He starts and turns to her. Matter? A half-smile stirs his lips, and he points to the engine without another word.
Mrs. Benham is frightened. She thinks to herself: "This constant worry over that thing is turning his head; he will lose his mind. Oh, John!" she cries, "if you would only come away and rest and give this up, if only for a little while! I—I—" and poor Mrs. Benham's voice breaks, and the tears rush to her eyes.
"Martha, Martha, you don't understand. My worry is all over,—all over. The thing is a success,—a success, Martha, and not a failure!"
"What—why—when I went out—"
"When you went out a while ago, I'd given it up, and I thought I'd say good-bye to it in a last run, and on that run I heard a new sound. Look here, Martha, do you see that link in the valve gearing? I thought I had taken every pains to suspend it properly. Well, it seems I hadn't. I suspended it in the usual way, and it worked in the usual way; but it turns out that wasn't the way to work with my new injector, and there is where the hitch was. Do you remember when I brought my hand down on the machine when we were talking? I must have displaced this delicate little bolt or pin that you see here, at that blow, and in that way put the link—it is what is called a shifting link—into the right position to work my injector combination. This little change of position makes everything clear as daylight, and I can put this little beauty into fine shape now; fasten the bolts and pins permanently instead of temporarily, for I don't need any more changes. It will do its double work of speed and fuel-saving every time; for see there!"—and the exultant builder pointed to some almost infinitesimal figures in two different portions of the engine. They were the registers that proved the result of this last triumphant run, and the complete success of his invention.
The tears were still in Mrs. Benham's eyes, but they were tears of joy. "It seems too good to be true," she faltered.
"And I thought the other thing—the failure—too bad to be true," he returned. Then smiling a little, "I shall name it 'Hope,'" he said.
"And it is Hope that will make our fortunes, after all; for this will make a fortune, won't it, John?" inquired Mrs. Benham, looking up into her husband's face eagerly. But he didn't hear her. His thoughts had gone back to that valve gearing, and the link that had been so happily put in place.
She touched his arm, and repeated her question.
"Fortune?" He turned from his loving contemplation of the thing that he had builded. It seemed almost human to him. "Fortune,—I don't know," he answered absently.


• ABOUT THIS TASK: Could you copy the lines below exactly, leaving none out?

• DATASET ENTRIES:
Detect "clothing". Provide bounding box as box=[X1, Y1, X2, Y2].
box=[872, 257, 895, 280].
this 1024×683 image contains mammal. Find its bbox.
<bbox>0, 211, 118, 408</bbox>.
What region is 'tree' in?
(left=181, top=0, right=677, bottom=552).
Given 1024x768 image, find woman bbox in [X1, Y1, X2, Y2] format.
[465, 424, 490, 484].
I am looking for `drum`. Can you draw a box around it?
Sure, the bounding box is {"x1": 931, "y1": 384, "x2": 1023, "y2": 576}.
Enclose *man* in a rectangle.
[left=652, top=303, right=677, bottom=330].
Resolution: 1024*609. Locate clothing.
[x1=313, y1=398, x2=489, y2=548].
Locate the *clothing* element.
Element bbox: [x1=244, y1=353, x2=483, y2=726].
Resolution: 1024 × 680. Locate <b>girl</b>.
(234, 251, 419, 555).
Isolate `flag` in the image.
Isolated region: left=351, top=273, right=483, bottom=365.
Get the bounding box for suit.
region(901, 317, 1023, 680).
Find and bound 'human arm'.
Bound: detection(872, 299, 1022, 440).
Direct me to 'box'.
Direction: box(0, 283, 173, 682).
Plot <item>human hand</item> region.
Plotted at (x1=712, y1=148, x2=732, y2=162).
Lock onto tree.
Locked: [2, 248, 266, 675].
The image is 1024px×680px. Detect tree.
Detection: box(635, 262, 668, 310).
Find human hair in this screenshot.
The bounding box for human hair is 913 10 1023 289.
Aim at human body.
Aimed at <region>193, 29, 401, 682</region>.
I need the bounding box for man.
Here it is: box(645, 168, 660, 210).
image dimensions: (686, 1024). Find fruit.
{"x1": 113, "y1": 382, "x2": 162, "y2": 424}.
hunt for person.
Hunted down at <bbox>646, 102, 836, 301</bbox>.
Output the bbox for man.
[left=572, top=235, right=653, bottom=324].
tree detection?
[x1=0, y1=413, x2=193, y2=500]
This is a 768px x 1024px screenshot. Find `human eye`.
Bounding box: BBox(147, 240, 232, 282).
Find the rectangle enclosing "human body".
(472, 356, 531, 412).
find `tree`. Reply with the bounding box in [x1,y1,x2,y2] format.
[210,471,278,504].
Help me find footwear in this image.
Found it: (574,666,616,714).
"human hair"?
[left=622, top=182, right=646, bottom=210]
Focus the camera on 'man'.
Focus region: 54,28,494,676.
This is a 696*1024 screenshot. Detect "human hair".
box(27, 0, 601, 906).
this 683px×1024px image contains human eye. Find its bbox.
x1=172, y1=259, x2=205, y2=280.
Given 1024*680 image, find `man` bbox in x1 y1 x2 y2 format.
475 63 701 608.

• RESULT:
Detect "clothing". Provide bounding box as box=[X1, Y1, X2, Y2].
box=[872, 257, 895, 280].
this 1024×683 image contains mammal. Find its bbox.
<bbox>0, 211, 118, 408</bbox>.
What region is 'tree' in?
(left=181, top=0, right=677, bottom=552).
Given 1024x768 image, find woman bbox in [X1, Y1, X2, Y2] format.
[465, 424, 490, 484].
I am looking for `drum`. Can you draw a box around it?
Sure, the bounding box is {"x1": 931, "y1": 384, "x2": 1023, "y2": 576}.
Enclose *man* in a rectangle.
[left=652, top=303, right=677, bottom=330].
Resolution: 1024*609. Locate clothing.
[x1=313, y1=398, x2=489, y2=548].
Locate the *clothing* element.
Element bbox: [x1=244, y1=353, x2=483, y2=726].
Resolution: 1024 × 680. Locate <b>girl</b>.
(234, 251, 419, 555).
Isolate `flag` in the image.
Isolated region: left=351, top=273, right=483, bottom=365.
Get the bounding box for suit.
region(901, 317, 1023, 680).
Find and bound 'human arm'.
Bound: detection(872, 299, 1022, 440).
Direct me to 'box'.
Direction: box(0, 283, 173, 682).
Plot <item>human hand</item> region.
Plotted at (x1=712, y1=148, x2=732, y2=162).
Lock onto tree.
Locked: [2, 248, 266, 675].
The image is 1024px×680px. Detect tree.
Detection: box(635, 262, 668, 310).
Find human hair in this screenshot.
The bounding box for human hair is 913 10 1023 289.
Aim at human body.
Aimed at <region>193, 29, 401, 682</region>.
I need the bounding box for man.
Here it is: box(645, 168, 660, 210).
image dimensions: (686, 1024). Find fruit.
{"x1": 113, "y1": 382, "x2": 162, "y2": 424}.
hunt for person.
Hunted down at <bbox>646, 102, 836, 301</bbox>.
Output the bbox for man.
[left=572, top=235, right=653, bottom=324].
tree detection?
[x1=0, y1=413, x2=193, y2=500]
This is a 768px x 1024px screenshot. Find `human eye`.
Bounding box: BBox(147, 240, 232, 282).
Find the rectangle enclosing "human body".
(472, 356, 531, 412).
find `tree`. Reply with the bounding box in [x1,y1,x2,y2] format.
[210,471,278,504].
Help me find footwear in this image.
Found it: (574,666,616,714).
"human hair"?
[left=622, top=182, right=646, bottom=210]
Focus the camera on 'man'.
Focus region: 54,28,494,676.
This is a 696*1024 screenshot. Detect "human hair".
box(27, 0, 601, 906).
this 683px×1024px image contains human eye. Find its bbox.
x1=172, y1=259, x2=205, y2=280.
Given 1024*680 image, find `man` bbox in x1 y1 x2 y2 format.
475 63 701 608.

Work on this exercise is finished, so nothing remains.